Published online by Cambridge University Press: 08 May 2024
One of the paradoxes of slave-trade history is that while we now know a lot about the gut-wrenching process of turning Africans into slaves and the hazards of trafficking on tropical coasts, we know relatively little about the sailors who manned the ships. To be sure, historians have dredged the smattering of life writings that refer to slave ships, many of which reveal graphic accounts of the brutality of captains and mates and a seaman's induction into the trade. Yet precisely who the sailors were, from what ports they hailed, how they were recruited, remains elusive if not opaque. This has not stopped historians generalizing about slave-ship sailors: they are said to be ‘multiracial’, a ‘motley crew’ from different quarters of the globe.

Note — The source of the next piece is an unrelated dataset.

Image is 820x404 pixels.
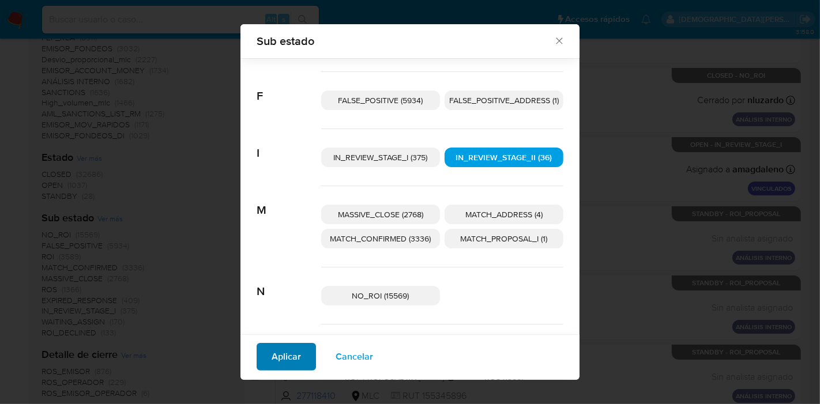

One exception to this trend is Mike Breward who has made use of the detailed muster rolls of Bristol at the end of the eighteenth century to offer a portrait of slave-ship crews. The muster rolls earlier in the century did not have a lot to offer the historian, which typically record the pay due to sailors for months at sea and the last ships the seamen entered. These rolls were designed to assess the contribution seamen made to the hospital fund, legislated in 1747. In Bristol, the task of tracking the levy and its administration was put under the jurisdiction of the Merchant Venturers, which is why the muster rolls are in its archives. The early rolls tell us little about the social provenance of the seamen beyond noting the port from which they typically sailed, and because captains were sometimes lax about their entries, this information is not always reliable. The differential payments allotted seamen do reveal the number who died or ran during the voyage, those discharged at the port of delivery and the sailors who were impressed or even elected to enter men-of-war during wartime. This information is vital to assessing the volatility of crews. The one other advantage of the mid-century muster rolls is that the more regular ones list the last ship on which the seaman sailed, giving historians a chance to measure persistence, an issue that maritime historians have seldom addressed.